Is this a continuous process, with "steady-state" feed and distillate rates? What is the function of the column in your process? What is the feed composition (continuous process or the charge to a batch distillation)? Have you obtained pressure readings at the top and bottom of the column and at the exchanger outlets?
If continuous, and your column and exchanger pressure drops are reasonably small so that the column is close to atmospheric throughout (thus with negligible air leakage), then any nitrogen present prior to startup would be swept out rather quickly with the vent stream as you boil up MTBE. DIPPR database lists MTBE NBP as 131 F. If you cool a pure MTBE vapor stream down to 80 F, you will get all liquid and no vapor for the vent condenser to handle. The nitrogen purge will serve to maintain column pressure, presumably. If you do not have a vacuum pump or ejector, there is no way you can go vacuum due to flow and suck in nitrogen from the vent line. If you have high pressure drops, pressure will simply back up from the downstream equipment and become substantially higher upstream of the condensers, not atmospheric.
If indeed you have a significant duty in the vent condenser, meaning you have a substantial amount of MTBE in the vapor downstream of the main condenser, then you must have something else entering the column (with the feed or fed separately). It would be something noncondensable or at least very low boiling. You can approximate how much there is, relative to the MTBE. As 25362 points out, you need to know how much of that something else is present to quantify the MTBE flow from either condenser. At 80 F, the MTBE vp is 5.18 psia (what's your source of vapor pressure for MTBE?), so it is indeed only about 1/3 of that vapor. The "something else" is the other 2/3.
Once you identify what that something else is and how much of it is present, then you can do your condenser duty distribution calculations. If that other stuff has very low flow, then practically all your condensing is done at 131 F, with a sharp dropoff at the end of the curve until you pinch off at 80 F. The vent condenser similarly will squeeze out a bit more MTBE as it, too, pinches off approaching the brine temperature. If there is a huge flow of a low-boiler/noncondensable in the feed, then the situation is reversed, with very little condensing in the first condenser and the main load dumped on the vent condenser. As your noncondensable flow goes way up, you reach a point where you can cool but not condense anything in either condenser. I gather your situation is not that extreme, and that the noncondensable flow is small enough so that you do have some condensing going on in both exchangers. But you must have something else present in the feed(s) to the column, and how much determines everything else.
Perhaps you could get flow and temperatures for the coolant on both exchangers, to back out duties. Then indirectly you could calculate how much you have in lights.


**Work task**.
Return each entry word for word. Leave the images out.

**Records shown**.
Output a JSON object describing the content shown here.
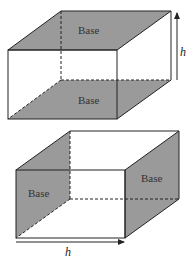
{
  "figure": {
    "colors": {
      "shade": "#9a9a9a",
      "line": "#222222",
      "background": "#ffffff"
    },
    "prism_top": {
      "description": "Rectangular prism with bases on top and bottom; height measured vertically",
      "top_base_label": "Base",
      "bottom_base_label": "Base",
      "height_label": "h",
      "height_arrow_direction": "up"
    },
    "prism_bottom": {
      "description": "Rectangular prism with bases on left and right; height measured horizontally",
      "left_base_label": "Base",
      "right_base_label": "Base",
      "height_label": "h",
      "height_arrow_direction": "right"
    }
  }
}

**Result**.
Output a JSON object describing the content shown here.
{
  "figure": {
    "colors": {
      "shade": "#9a9a9a",
      "line": "#222222",
      "background": "#ffffff"
    },
    "prism_top": {
      "description": "Rectangular prism with bases on top and bottom; height measured vertically",
      "top_base_label": "Base",
      "bottom_base_label": "Base",
      "height_label": "h",
      "height_arrow_direction": "up"
    },
    "prism_bottom": {
      "description": "Rectangular prism with bases on left and right; height measured horizontally",
      "left_base_label": "Base",
      "right_base_label": "Base",
      "height_label": "h",
      "height_arrow_direction": "right"
    }
  }
}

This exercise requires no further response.